/MainModuleAndBonus

Practiced image rendering pagination and bonus lectures

Primary LanguageSwift

MainModuleAndBonus

Practiced image rendering pagination and bonus lectures Learning Outcomes How to navigate between features without breaking modularity or introducing common anti-patterns How to develop, test and use Composers in the Composition Root How to develop and test selection handlers How to use autoreleasepool to release autoreleased instances during tests

Dependencies Lifestyle When managing dependencies from the Composition Root properly, you have much more control over the lifetime of the dependencies.

And it’s the Composer’s job to compose/manage components, including their lifetime.

For example, the Composers use the WeakRefVirtualProxy to avoid retain cycles in the Composition, without leaking those details into modules outside the Composition Root.

Moreover, the SceneDelegate (another component part of the Composition Root) creates and shares a single instance of the HTTPClient and CoreDataFeedStore infrastructure across the features.

As your app grows, you can also manage dependencies with a DI container in the Composition Root.

But the features don’t know about it - which makes the features easier to develop, maintain, test, extend, and reuse.

Using a single shared instance is a composition detail which can save memory, battery, and other device resources. This is such an important concept, that it was formalized into a “Lifestyle pattern” called the “Singleton Lifestyle” (don’t confuse this with the Singleton design pattern).

It’s important to note that instances with a Singleton Lifestyle usually need to be thread-safe as they’re shared among many consumers. Immutable types and stateless service are thread-safe by definition, so they are usually great candidates for a Singleton Lifestyle.

Common logging challenges Logging/Monitoring is important but, of course, it comes with challenges.

Here are some good points about the danger of logging by Jeff Atwood:

Logging means more code, which obscures your application code. Logging isn’t free, and logging a lot means constantly writing to disk. The more you log, the less you can find. If it’s worth saving to a log file, it’s worth showing in the user interface. Moreover, logging can really complicate your codebase and the overall system design. Logging in every module will couple the modules to logger libraries. And attempts to solve the coupling with Dependency Injection leads to Constructor Over Injection. A common attempt to solve this problem is to make globally accessible logger instances through Singletons, but it also leads to unnecessary coupling, race conditions, performance issues, and anti-patterns such as Service Locator and Ambient Context.

“...developers tend to apply Ambient Context for loggers because they need logging in almost every class in their application. Injecting it in the constructor could easily lead to constructors with too many Dependencies. This is indeed a code smell called Constructor Over-injection...”—Dependency Injection Principles, Practices, and Patterns by Mark Seemann and Steven van Deursen Also, the more logs you add, the harder it is to find issues in the middle of all the noise. So when you can, replace logging with automated tests to prevent regressions automatically.

For example, in this episode we used log statements to find issues and optimize data consumption and allocations in the app. But we removed the log statements once we fixed the issues. Of course, we also added automated tests to prevent regressions.

Finally, those challenges shouldn’t prevent you from logging/monitoring your apps. Logging is important and in some cases, even a requirement. But you need to find a clean way to implement it without overcomplicating your codebase.

With good system design as you’ve been learning in this program, you can easily implement logging/monitoring and other cross-cutting concerns in a clean way, without polluting all your modules.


**What needs to be done**
Could you restate all of the records exactly, leaving out the pictures?

---------------

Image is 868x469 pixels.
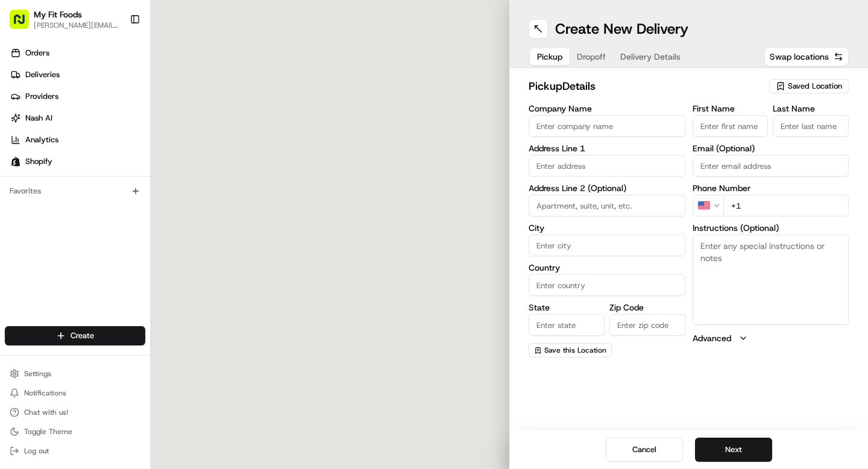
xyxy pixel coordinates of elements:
[555,19,688,39] h1: Create New Delivery
[692,224,849,232] label: Instructions (Optional)
[5,442,145,459] button: Log out
[70,330,94,341] span: Create
[764,47,849,66] button: Swap locations
[529,115,686,137] input: Enter company name
[769,78,849,95] button: Saved Location
[26,135,59,145] span: Analytics
[5,326,145,345] button: Create
[529,234,686,256] input: Enter city
[24,427,73,437] span: Toggle Theme
[5,182,145,200] div: Favorites
[529,343,612,357] button: Save this Location
[529,195,686,216] input: Apartment, suite, unit, etc.
[529,263,686,271] label: Country
[5,130,150,149] a: Analytics
[5,108,150,128] a: Nash AI
[724,195,849,216] input: Enter phone number
[24,388,66,398] span: Notifications
[34,8,82,21] button: My Fit Foods
[5,384,145,401] button: Notifications
[5,44,150,63] a: Orders
[24,369,51,379] span: Settings
[692,155,849,177] input: Enter email address
[5,365,145,382] button: Settings
[11,157,21,166] img: Shopify logo
[773,115,849,137] input: Enter last name
[788,81,842,92] span: Saved Location
[529,303,605,312] label: State
[529,184,686,192] label: Address Line 2 (Optional)
[692,115,768,137] input: Enter first name
[26,156,53,167] span: Shopify
[692,184,849,192] label: Phone Number
[692,332,849,344] button: Advanced
[529,78,762,95] h2: pickup Details
[692,104,768,113] label: First Name
[529,104,686,113] label: Company Name
[537,50,563,63] span: Pickup
[529,144,686,153] label: Address Line 1
[26,91,59,102] span: Providers
[529,274,686,296] input: Enter country
[529,314,605,336] input: Enter state
[529,155,686,177] input: Enter address
[5,5,125,34] button: My Fit Foods[PERSON_NAME][EMAIL_ADDRESS][DOMAIN_NAME]
[621,50,681,63] span: Delivery Details
[773,104,849,113] label: Last Name
[34,21,120,30] button: [PERSON_NAME][EMAIL_ADDRESS][DOMAIN_NAME]
[606,437,683,461] button: Cancel
[26,69,59,80] span: Deliveries
[529,224,686,232] label: City
[24,408,68,417] span: Chat with us!
[24,446,49,455] span: Log out
[770,50,829,63] span: Swap locations
[5,403,145,421] button: Chat with us!
[5,87,150,106] a: Providers
[5,152,150,171] a: Shopify
[545,345,606,355] span: Save this Location
[5,423,145,440] button: Toggle Theme
[692,144,849,153] label: Email (Optional)
[577,50,606,63] span: Dropoff
[610,303,686,312] label: Zip Code
[26,48,50,59] span: Orders
[26,113,53,124] span: Nash AI
[610,314,686,336] input: Enter zip code
[5,65,150,84] a: Deliveries
[695,437,772,461] button: Next
[692,332,731,344] label: Advanced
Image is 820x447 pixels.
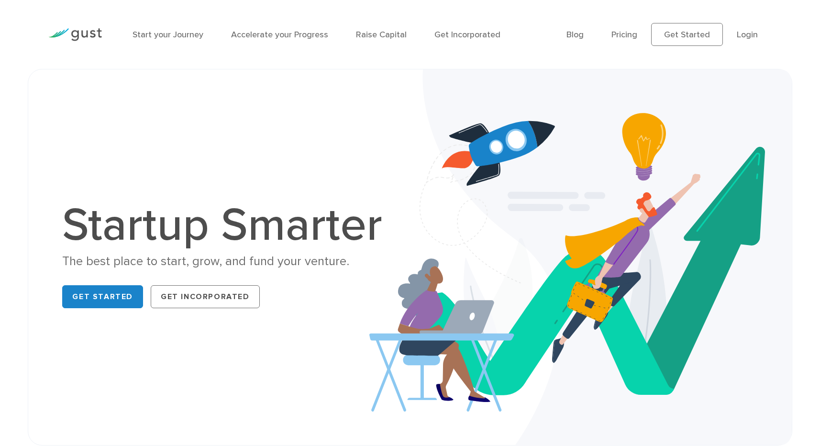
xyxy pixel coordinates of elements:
[231,30,328,40] a: Accelerate your Progress
[651,23,723,46] a: Get Started
[612,30,638,40] a: Pricing
[48,28,102,41] img: Gust Logo
[737,30,758,40] a: Login
[567,30,584,40] a: Blog
[435,30,501,40] a: Get Incorporated
[151,285,260,308] a: Get Incorporated
[62,285,143,308] a: Get Started
[133,30,203,40] a: Start your Journey
[62,202,392,248] h1: Startup Smarter
[62,253,392,270] div: The best place to start, grow, and fund your venture.
[370,69,792,445] img: Startup Smarter Hero
[356,30,407,40] a: Raise Capital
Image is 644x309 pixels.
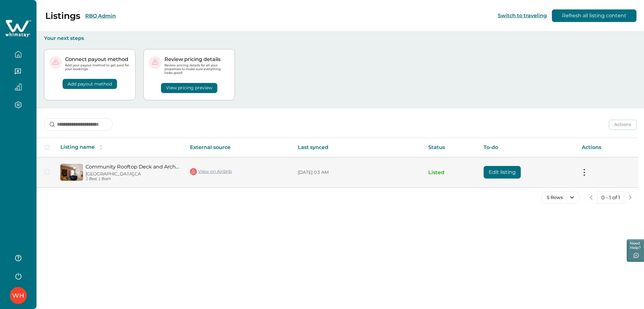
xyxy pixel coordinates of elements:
a: Community Rooftop Deck and Architectural Details - Stunning Chic Retreat [85,163,180,170]
button: RBO Admin [85,13,115,19]
div: Whimstay Host [12,288,24,303]
th: Actions [577,138,639,157]
p: Listings [45,10,80,21]
button: 5 Rows [542,191,580,204]
button: Refresh all listing content [552,10,636,22]
button: previous page [585,191,598,204]
p: [DATE] 03 AM [298,170,419,176]
p: Review pricing details for all your properties to make sure everything looks good! [164,63,230,75]
button: 0 - 1 of 1 [597,191,625,204]
p: [GEOGRAPHIC_DATA], CA [85,171,180,176]
p: 0 - 1 of 1 [601,194,621,201]
th: To-do [479,138,577,157]
button: Switch to traveling [498,12,547,19]
button: Actions [609,119,636,130]
button: next page [624,191,636,204]
p: 1 Bed, 1 Bath [85,176,180,181]
th: Listing name [56,138,185,157]
button: Edit listing [484,166,521,179]
a: View on Airbnb [190,168,232,176]
p: Listed [428,170,474,176]
button: Add payout method [63,79,117,89]
th: Last synced [293,138,423,157]
button: sorting [95,144,107,150]
img: propertyImage_Community Rooftop Deck and Architectural Details - Stunning Chic Retreat [60,163,83,181]
p: Review pricing details [164,56,230,62]
p: Add your payout method to get paid for your bookings. [65,63,130,71]
p: Your next steps [44,35,636,41]
th: Status [423,138,479,157]
p: Connect payout method [65,56,130,62]
button: View pricing preview [161,83,217,93]
th: External source [185,138,293,157]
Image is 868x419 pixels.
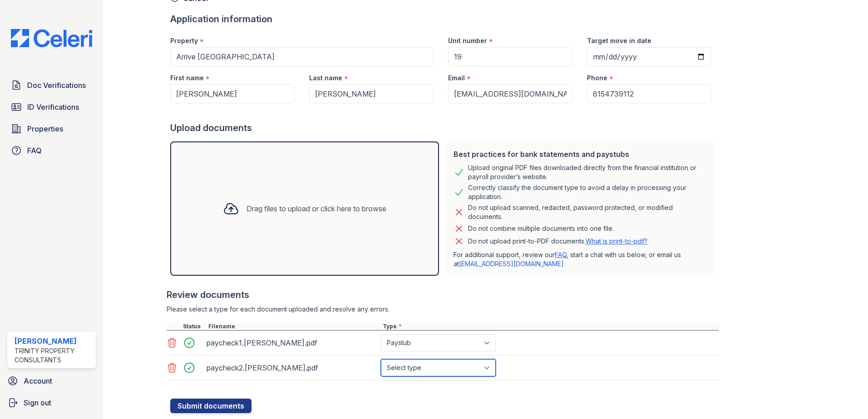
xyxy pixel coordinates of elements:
a: Doc Verifications [7,76,96,94]
span: Doc Verifications [27,80,86,91]
span: Properties [27,123,63,134]
div: Upload documents [170,122,718,134]
a: ID Verifications [7,98,96,116]
div: Do not upload scanned, redacted, password protected, or modified documents. [468,203,708,221]
div: Best practices for bank statements and paystubs [453,149,708,160]
div: Status [181,323,206,330]
label: Phone [587,74,607,82]
div: Please select a type for each document uploaded and resolve any errors. [167,304,718,314]
span: FAQ [27,145,42,156]
label: Unit number [448,36,487,46]
div: [PERSON_NAME] [15,335,92,347]
img: CE_Logo_Blue-a8612792a0a2168367f1c8372b55b34899dd931a85d93a1a3d3e32e68fde9ad4.png [4,29,99,47]
a: FAQ [554,251,566,258]
span: ID Verifications [27,102,79,112]
div: Upload original PDF files downloaded directly from the financial institution or payroll provider’... [468,163,708,181]
div: paycheck2.[PERSON_NAME].pdf [206,361,377,375]
a: [EMAIL_ADDRESS][DOMAIN_NAME] [459,260,564,268]
div: Drag files to upload or click here to browse [246,203,386,214]
div: Do not combine multiple documents into one file. [468,223,614,234]
div: Filename [206,323,381,330]
a: FAQ [7,141,96,160]
div: Type [381,323,718,330]
div: Review documents [167,289,718,301]
a: What is print-to-pdf? [585,237,647,245]
div: Application information [170,13,718,25]
p: Do not upload print-to-PDF documents. [468,237,647,246]
span: Sign out [23,397,51,408]
label: Last name [309,74,342,82]
a: Properties [7,120,96,138]
div: paycheck1.[PERSON_NAME].pdf [206,335,377,350]
div: Correctly classify the document type to avoid a delay in processing your application. [468,183,708,202]
label: First name [170,74,204,82]
p: For additional support, review our , start a chat with us below, or email us at [453,250,708,268]
label: Property [170,36,198,46]
div: Trinity Property Consultants [15,347,92,365]
a: Sign out [4,394,99,412]
a: Account [4,372,99,390]
label: Email [448,74,465,82]
label: Target move in date [587,36,652,46]
button: Submit documents [170,399,252,413]
span: Account [23,376,52,386]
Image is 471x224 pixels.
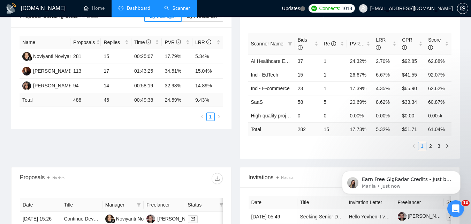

---------------

**Solved problem**
Image is 868x469 pixels.
xyxy pixel coordinates of elements:
[555,19,688,39] h1: Create New Delivery
[692,224,849,232] label: Instructions (Optional)
[5,442,145,459] button: Log out
[70,330,94,341] span: Create
[764,47,849,66] button: Swap locations
[529,115,686,137] input: Enter company name
[769,78,849,95] button: Saved Location
[26,135,59,145] span: Analytics
[5,326,145,345] button: Create
[529,234,686,256] input: Enter city
[24,427,73,437] span: Toggle Theme
[5,182,145,200] div: Favorites
[529,343,612,357] button: Save this Location
[529,195,686,216] input: Apartment, suite, unit, etc.
[529,263,686,271] label: Country
[5,130,150,149] a: Analytics
[5,108,150,128] a: Nash AI
[724,195,849,216] input: Enter phone number
[24,388,66,398] span: Notifications
[34,8,82,21] button: My Fit Foods
[5,384,145,401] button: Notifications
[5,44,150,63] a: Orders
[24,369,51,379] span: Settings
[692,155,849,177] input: Enter email address
[5,365,145,382] button: Settings
[11,157,21,166] img: Shopify logo
[773,115,849,137] input: Enter last name
[788,81,842,92] span: Saved Location
[529,303,605,312] label: State
[529,184,686,192] label: Address Line 2 (Optional)
[692,115,768,137] input: Enter first name
[26,156,53,167] span: Shopify
[692,184,849,192] label: Phone Number
[692,332,849,344] button: Advanced
[529,78,762,95] h2: pickup Details
[692,104,768,113] label: First Name
[529,104,686,113] label: Company Name
[537,50,563,63] span: Pickup
[529,144,686,153] label: Address Line 1
[26,91,59,102] span: Providers
[529,274,686,296] input: Enter country
[529,314,605,336] input: Enter state
[529,155,686,177] input: Enter address
[5,5,125,34] button: My Fit Foods[PERSON_NAME][EMAIL_ADDRESS][DOMAIN_NAME]
[621,50,681,63] span: Delivery Details
[773,104,849,113] label: Last Name
[34,21,120,30] button: [PERSON_NAME][EMAIL_ADDRESS][DOMAIN_NAME]
[606,437,683,461] button: Cancel
[26,69,59,80] span: Deliveries
[529,224,686,232] label: City
[24,408,68,417] span: Chat with us!
[24,446,49,455] span: Log out
[770,50,829,63] span: Swap locations
[5,403,145,421] button: Chat with us!
[5,87,150,106] a: Providers
[5,152,150,171] a: Shopify
[545,345,606,355] span: Save this Location
[5,423,145,440] button: Toggle Theme
[692,144,849,153] label: Email (Optional)
[577,50,606,63] span: Dropoff
[610,303,686,312] label: Zip Code
[26,48,50,59] span: Orders
[26,113,53,124] span: Nash AI
[610,314,686,336] input: Enter zip code
[5,65,150,84] a: Deliveries
[695,437,772,461] button: Next
[692,332,731,344] label: Advanced
Image is 820x447 pixels.
xyxy pixel coordinates of elements:
[231,30,328,40] a: Accelerate your Progress
[651,23,723,46] a: Get Started
[612,30,638,40] a: Pricing
[48,28,102,41] img: Gust Logo
[737,30,758,40] a: Login
[567,30,584,40] a: Blog
[435,30,501,40] a: Get Incorporated
[151,285,260,308] a: Get Incorporated
[62,285,143,308] a: Get Started
[133,30,203,40] a: Start your Journey
[62,202,392,248] h1: Startup Smarter
[62,253,392,270] div: The best place to start, grow, and fund your venture.
[370,69,792,445] img: Startup Smarter Hero
[356,30,407,40] a: Raise Capital
Image is 644x309 pixels.
xyxy pixel coordinates of elements:
a: Community Rooftop Deck and Architectural Details - Stunning Chic Retreat [85,163,180,170]
button: RBO Admin [85,13,115,19]
div: Whimstay Host [12,288,24,303]
th: Actions [577,138,639,157]
p: Listings [45,10,80,21]
button: 5 Rows [542,191,580,204]
button: Refresh all listing content [552,10,636,22]
button: previous page [585,191,598,204]
p: [DATE] 03 AM [298,170,419,176]
p: Review pricing details for all your properties to make sure everything looks good! [164,63,230,75]
button: 0 - 1 of 1 [597,191,625,204]
p: [GEOGRAPHIC_DATA], CA [85,171,180,176]
p: 0 - 1 of 1 [601,194,621,201]
th: To-do [479,138,577,157]
button: Switch to traveling [498,12,547,19]
button: Actions [609,119,636,130]
button: next page [624,191,636,204]
p: 1 Bed, 1 Bath [85,176,180,181]
th: Listing name [56,138,185,157]
button: Edit listing [484,166,521,179]
a: View on Airbnb [190,168,232,176]
p: Listed [428,170,474,176]
button: Add payout method [63,79,117,89]
th: Last synced [293,138,423,157]
button: sorting [95,144,107,150]
img: propertyImage_Community Rooftop Deck and Architectural Details - Stunning Chic Retreat [60,163,83,181]
p: Review pricing details [164,56,230,62]
p: Add your payout method to get paid for your bookings. [65,63,130,71]
p: Your next steps [44,35,636,41]
th: Status [423,138,479,157]
p: Connect payout method [65,56,130,62]
button: View pricing preview [161,83,217,93]
th: External source [185,138,293,157]
Image is 868x419 pixels.
xyxy pixel coordinates of elements:
a: Doc Verifications [7,76,96,94]
span: Doc Verifications [27,80,86,91]
span: Properties [27,123,63,134]
div: Upload documents [170,122,718,134]
a: ID Verifications [7,98,96,116]
div: Do not upload scanned, redacted, password protected, or modified documents. [468,203,708,221]
div: Best practices for bank statements and paystubs [453,149,708,160]
div: Status [181,323,206,330]
label: Phone [587,74,607,82]
div: Please select a type for each document uploaded and resolve any errors. [167,304,718,314]
span: FAQ [27,145,42,156]
label: Unit number [448,36,487,46]
div: [PERSON_NAME] [15,335,92,347]
img: CE_Logo_Blue-a8612792a0a2168367f1c8372b55b34899dd931a85d93a1a3d3e32e68fde9ad4.png [4,29,99,47]
a: FAQ [554,251,566,258]
span: ID Verifications [27,102,79,112]
div: Upload original PDF files downloaded directly from the financial institution or payroll provider’... [468,163,708,181]
div: paycheck2.[PERSON_NAME].pdf [206,361,377,375]
a: [EMAIL_ADDRESS][DOMAIN_NAME] [459,260,564,268]
div: Drag files to upload or click here to browse [246,203,386,214]
div: Do not combine multiple documents into one file. [468,223,614,234]
div: Filename [206,323,381,330]
a: FAQ [7,141,96,160]
div: Type [381,323,718,330]
div: Review documents [167,289,718,301]
a: What is print-to-pdf? [585,237,647,245]
div: Application information [170,13,718,25]
p: Do not upload print-to-PDF documents. [468,237,647,246]
span: Sign out [23,397,51,408]
label: Last name [309,74,342,82]
a: Properties [7,120,96,138]
div: paycheck1.[PERSON_NAME].pdf [206,335,377,350]
div: Correctly classify the document type to avoid a delay in processing your application. [468,183,708,202]
label: First name [170,74,204,82]
p: For additional support, review our , start a chat with us below, or email us at [453,250,708,268]
label: Property [170,36,198,46]
div: Trinity Property Consultants [15,347,92,365]
a: Sign out [4,394,99,412]
a: Account [4,372,99,390]
label: Email [448,74,465,82]
label: Target move in date [587,36,652,46]
button: Submit documents [170,399,252,413]
span: Account [23,376,52,386]
Image is 471x224 pixels.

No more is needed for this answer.